4/09/2009

Forgotten Books

A recent mind meld piece over at SFSignal.com reminded me I'd wanted to write some time about books I admire that are largely but unfairly forgotten.

Top of the list is probably Farewell Horizontal, by K.W. Jeter. In more recent years, Jeter is more known for writing Star Wars novelisations, as well as a series of 'sequels' to the movie version of Bladerunner. Before that, he was a contemporary and - I believe - friend of Philip K. Dick, and one of the most cutting-edge, experimental, even daring science fiction writers around. That level of experimentation, alas, didn't pay the bills. In those pre-Lucas days, he wrote a novel called Dr Adder, which scorched my eyeballs so badly a couple of decades ago I haven't since been able to bring myself to read it again because it was so shocking. It was a bit like watching Darren Aronofsky's film version of Hubert Selby's Requiem For A Dream; I really admired the artistry and the intensity of it as a piece of work, but it's so desperately grim and horrible that I don't think I could ever bring myself to watch it again (I recall a while back The Onion published a list of 'great films you don't want to see again' and Requiem was top of the pile). Dr Adder is like that; not for the squeamish.

The novel I want to talk about, however, is much more straightforward than that. Farewell Horizontal is a fairly straightforward but highly original sf adventure. It centres around a graffiti ('grafix') artist who lives in a segment of a tower miles in circumference, high above the clouds. His people have been living there so long nobody even knows what's beneath the perpetual layer of clouds. One assumes it's a Clarkean bridge to orbit, but it's never stated. Unlike most of his people, our hero decides to find a new life on the outside of the bridge - the sides of which he travels on board a motorbike, adapted so thousands of tiny lashes shoot out of the wheels, effectively glueing the bike to the wall of the tower as he drives it up down and around. He becomes involved with the warring gangs and outcasts who populate the outside. It's a novel I've returned to several times, for the sheer visceral pleasure of some of the finest worldbuilding I've yet encountered.

I heard a rumour it was meant to be the first of a trilogy, but presumably FH didn't sell enough for those to be written or published. That's a hell of a shame. You might be interested to know he also wrote what's widely regarded as the granddaddy of all steampunk books, and very certainly (to my mind) the best of the lot - Infernal Devices. Infernal Devices deserves a write-up some time too, if i ever get around to it (probably once I'm back in Scotland and I get a chance to re-read it again).

5 comments:

John D. said...

I love that cover art. I remember buying the book just because of it, before I had even heard of Jeter. Now, if I only I could find the time to actually *read* it... :)

Thanks for the link!

Anonymous said...

Mike says:
Ah, but for true, glittering, deadon cyberpunk, you cant beat The Glass Hammer. Man, the sense of loss and despair in that book - you could bottle it.

Gary Gibson, science fiction writer said...

Do you know, I've never actually read The Glass Hammer. I think I was briefly put off him by Morlock Nights; everyone else I know who really rates Jeter agrees with me that Nights is pretty rough.

Anonymous said...

'Dr Adder'? Hilarious book, but I'd have to agree with Mike about The Glass Hammer. It edges both 'Dr Adder' and 'Farewell Horizontal'. 'In The Land of The Dead' is probably the best of his horror novels. It's got a lovely, desolate Steinbeck vibe going on.
I used to work in a comicshop and can remember praising him to a customer who had just bought one of his Star Trek novelisations. The custormer was frothing at the mouth when he came back in the following week. Judging by this, Jeter's existentialist socialism might not have been a perfect fit for the touchy-feely fascism of the S.T. universe.

Nyrath the nearly wise said...

You are not going to believe this but...
I saw this book about 20 years ago, and thought it had an interesting cover. But I did not purchase it.

Yesterday I suddenly remembered the cover, but no the author or the title. I thought that I should look it up.

I stumble over your blog, and gee, what do I see but the book in question!

I just ordered it from Alibris. Thanks!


▸ **WHAT THE EXERCISE ASKS**: Take the material below and reproduce, word for word, only the lines from the line with "Localize each UI" through the line with "UI element localization: list".

▸ **TASK DATA**:
═══

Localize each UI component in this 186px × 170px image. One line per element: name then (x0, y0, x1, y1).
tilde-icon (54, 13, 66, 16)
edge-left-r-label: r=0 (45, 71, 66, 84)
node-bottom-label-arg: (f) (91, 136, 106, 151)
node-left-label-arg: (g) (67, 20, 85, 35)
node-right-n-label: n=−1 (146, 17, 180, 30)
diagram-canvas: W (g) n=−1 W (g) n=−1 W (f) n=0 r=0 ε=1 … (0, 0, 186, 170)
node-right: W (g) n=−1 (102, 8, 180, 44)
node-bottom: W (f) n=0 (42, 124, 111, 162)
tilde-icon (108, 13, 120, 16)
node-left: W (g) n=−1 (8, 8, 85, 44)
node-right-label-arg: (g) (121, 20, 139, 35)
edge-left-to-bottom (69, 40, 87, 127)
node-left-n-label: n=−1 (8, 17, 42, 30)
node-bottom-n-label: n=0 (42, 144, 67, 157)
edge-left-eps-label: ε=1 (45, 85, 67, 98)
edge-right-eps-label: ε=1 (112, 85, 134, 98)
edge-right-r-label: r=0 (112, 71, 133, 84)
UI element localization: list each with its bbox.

═══

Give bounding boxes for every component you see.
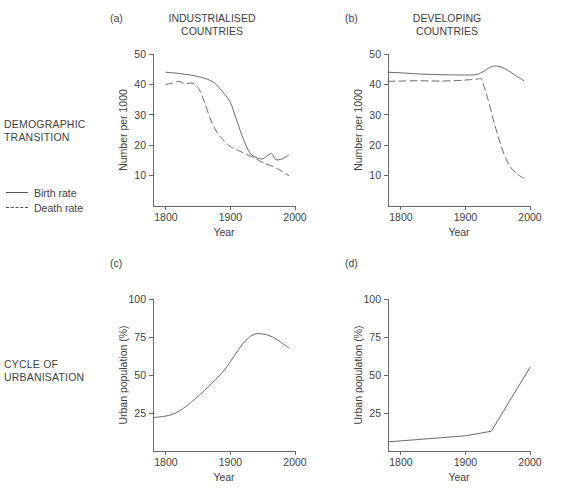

═══

▸ **SOLUTION FOR THIS PROBLEM**:
Localize each UI component in this 186px × 170px image. One line per element: name then (x0, y0, x1, y1).
tilde-icon (54, 13, 66, 16)
edge-left-r-label: r=0 (45, 71, 66, 84)
node-bottom-label-arg: (f) (91, 136, 106, 151)
node-left-label-arg: (g) (67, 20, 85, 35)
node-right-n-label: n=−1 (146, 17, 180, 30)
diagram-canvas: W (g) n=−1 W (g) n=−1 W (f) n=0 r=0 ε=1 … (0, 0, 186, 170)
node-right: W (g) n=−1 (102, 8, 180, 44)
node-bottom: W (f) n=0 (42, 124, 111, 162)
tilde-icon (108, 13, 120, 16)
node-left: W (g) n=−1 (8, 8, 85, 44)
node-right-label-arg: (g) (121, 20, 139, 35)
edge-left-to-bottom (69, 40, 87, 127)
node-left-n-label: n=−1 (8, 17, 42, 30)
node-bottom-n-label: n=0 (42, 144, 67, 157)
edge-left-eps-label: ε=1 (45, 85, 67, 98)
edge-right-eps-label: ε=1 (112, 85, 134, 98)
edge-right-r-label: r=0 (112, 71, 133, 84)
UI element localization: list each with its bbox.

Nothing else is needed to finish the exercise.